Stored records
+-------+

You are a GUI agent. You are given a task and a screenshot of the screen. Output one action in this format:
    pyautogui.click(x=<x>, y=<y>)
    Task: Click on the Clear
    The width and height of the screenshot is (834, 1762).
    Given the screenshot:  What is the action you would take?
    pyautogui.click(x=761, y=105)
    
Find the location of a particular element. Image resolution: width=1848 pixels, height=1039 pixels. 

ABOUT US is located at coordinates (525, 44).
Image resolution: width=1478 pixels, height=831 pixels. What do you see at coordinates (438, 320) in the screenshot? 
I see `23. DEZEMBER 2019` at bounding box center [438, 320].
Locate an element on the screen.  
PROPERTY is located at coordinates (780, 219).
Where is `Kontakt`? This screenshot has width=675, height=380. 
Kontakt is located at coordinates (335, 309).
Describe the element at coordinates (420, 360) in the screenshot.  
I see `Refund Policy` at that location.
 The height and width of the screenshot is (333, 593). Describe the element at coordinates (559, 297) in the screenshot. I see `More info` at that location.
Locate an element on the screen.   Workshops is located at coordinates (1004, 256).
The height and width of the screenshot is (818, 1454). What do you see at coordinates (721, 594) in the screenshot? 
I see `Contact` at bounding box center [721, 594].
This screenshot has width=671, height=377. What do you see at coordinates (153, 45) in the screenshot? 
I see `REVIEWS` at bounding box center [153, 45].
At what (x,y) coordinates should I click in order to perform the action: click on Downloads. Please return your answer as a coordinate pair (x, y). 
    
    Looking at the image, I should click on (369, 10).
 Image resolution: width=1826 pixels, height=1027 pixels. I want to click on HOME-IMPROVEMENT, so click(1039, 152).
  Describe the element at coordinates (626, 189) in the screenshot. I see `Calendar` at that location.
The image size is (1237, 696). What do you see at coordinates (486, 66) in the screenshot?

+-------+

### Assignment
Transcribe all the entries, keeping each one exactly as it is.

### Output for this task
You are a GUI agent. You are given a task and a screenshot of the screen. Output one action in this format:
    pyautogui.click(x=<x>, y=<y>)
    Task: Click on the Clear
    The width and height of the screenshot is (834, 1762).
    Given the screenshot:  What is the action you would take?
    pyautogui.click(x=761, y=105)
    
Find the location of a particular element. Image resolution: width=1848 pixels, height=1039 pixels. 

ABOUT US is located at coordinates (525, 44).
Image resolution: width=1478 pixels, height=831 pixels. What do you see at coordinates (438, 320) in the screenshot? 
I see `23. DEZEMBER 2019` at bounding box center [438, 320].
Locate an element on the screen.  
PROPERTY is located at coordinates (780, 219).
Where is `Kontakt`? This screenshot has width=675, height=380. 
Kontakt is located at coordinates (335, 309).
Describe the element at coordinates (420, 360) in the screenshot.  
I see `Refund Policy` at that location.
 The height and width of the screenshot is (333, 593). Describe the element at coordinates (559, 297) in the screenshot. I see `More info` at that location.
Locate an element on the screen.   Workshops is located at coordinates (1004, 256).
The height and width of the screenshot is (818, 1454). What do you see at coordinates (721, 594) in the screenshot? 
I see `Contact` at bounding box center [721, 594].
This screenshot has width=671, height=377. What do you see at coordinates (153, 45) in the screenshot? 
I see `REVIEWS` at bounding box center [153, 45].
At what (x,y) coordinates should I click in order to perform the action: click on Downloads. Please return your answer as a coordinate pair (x, y). 
    
    Looking at the image, I should click on (369, 10).
 Image resolution: width=1826 pixels, height=1027 pixels. I want to click on HOME-IMPROVEMENT, so click(1039, 152).
  Describe the element at coordinates (626, 189) in the screenshot. I see `Calendar` at that location.
The image size is (1237, 696). What do you see at coordinates (486, 66) in the screenshot?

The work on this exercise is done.